Could Genetics Keep Your Hair From Going Gray?

ByABC News
May 18, 2004, 11:02 AM

May 24, 2004 -- Chris Gummer believes a single strand of hair can be devastating.

"One gray fiber is enough to shatter a life," said Gummer, a senior research fellow at Procter & Gamble labs in London, U.K. "Even if someone has 20 million dark hairs on her head, this single strand can create a tremendous cascade of grief."

Enter genetics.

Someday soon, Gummer and others say, gray hair may be forever postponed by taking a pill that would prevent the estimated 110,000 hairs on the average head from going gray.

"It could be like using toothpaste to prevent tooth decay," said Gummer.

The possibility of tinkering with the scalp's genes to prevent the onset of graying gained momentum four years ago when scientists made an albino mouse turn black in one patch.
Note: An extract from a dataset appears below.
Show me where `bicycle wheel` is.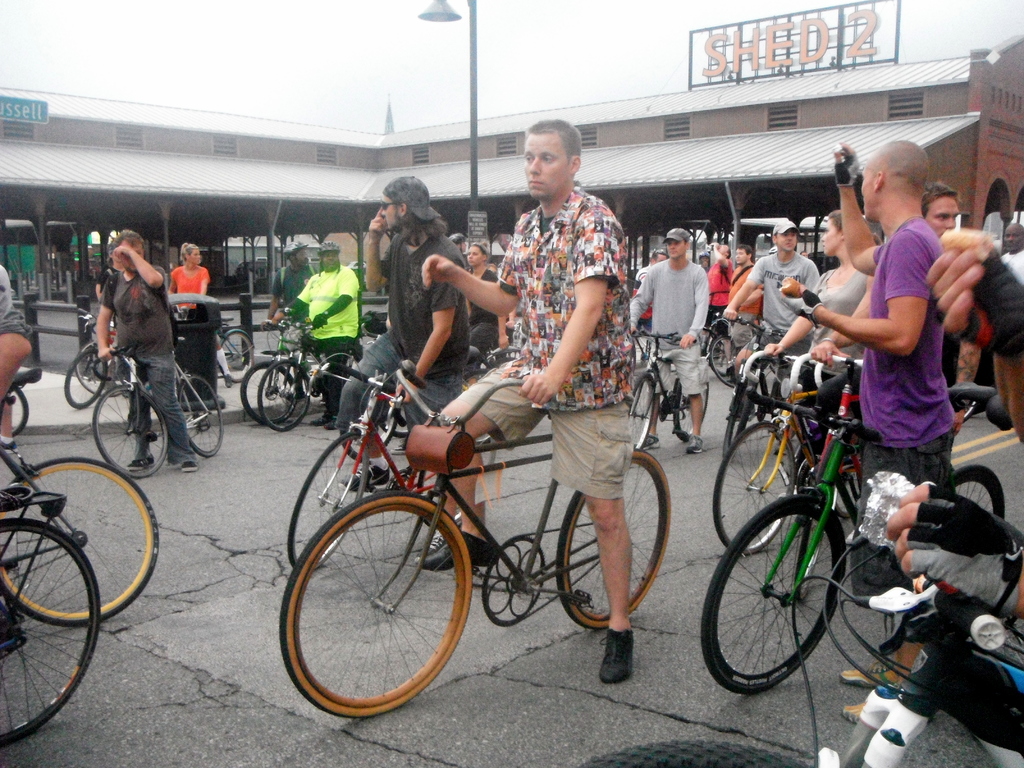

Kyonggeun Yoon and Vitaly Alexeev of Jefferson Medical College in Philadelphia created molecules of DNA that, when introduced to the mutant DNA within the albino mouse's hair follicles, corrected the mutation and restored pigment to its hair.

"The mutation was corrected," said Alexeev. "The hair turned black."
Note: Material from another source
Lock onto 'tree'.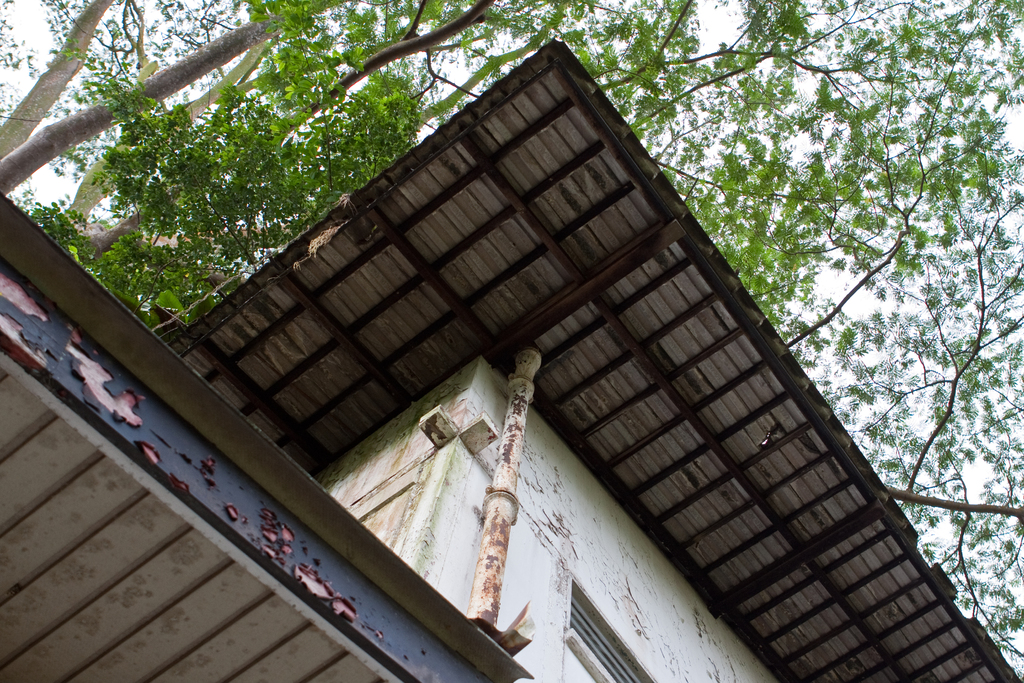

For Yoon and Alexeev, the experiment was exciting because it presented a new method that doctors could use to treat painful genetic skin disorders, such as epidermolysis bullosa, a condition that creates open sores and blisters on the skin's surface.

"As a localized treatment, it might lessen the pain and perhaps ease this very painful disease," said Yoon.

For cosmetic scientists, meanwhile, it offered a different kind of potential. If the gene therapy could make the white hair of an albino mouse turn black, it should also help banish gray hair without dyes.

"I do think we'll achieve it within 10 years, but the challenges in delivering it will be quite hard," said Gummer.

In fact, most agree there are some formidable hurdles yet ahead since the target is a complex one.

About 85 to 90 percent of a person's some 110,000 hairs are actively growing while the remaining are dormant. Each strand grows for three to five years and then falls out after about four months, says Gummer. People generally shed about 50 to 100 strands of hair daily.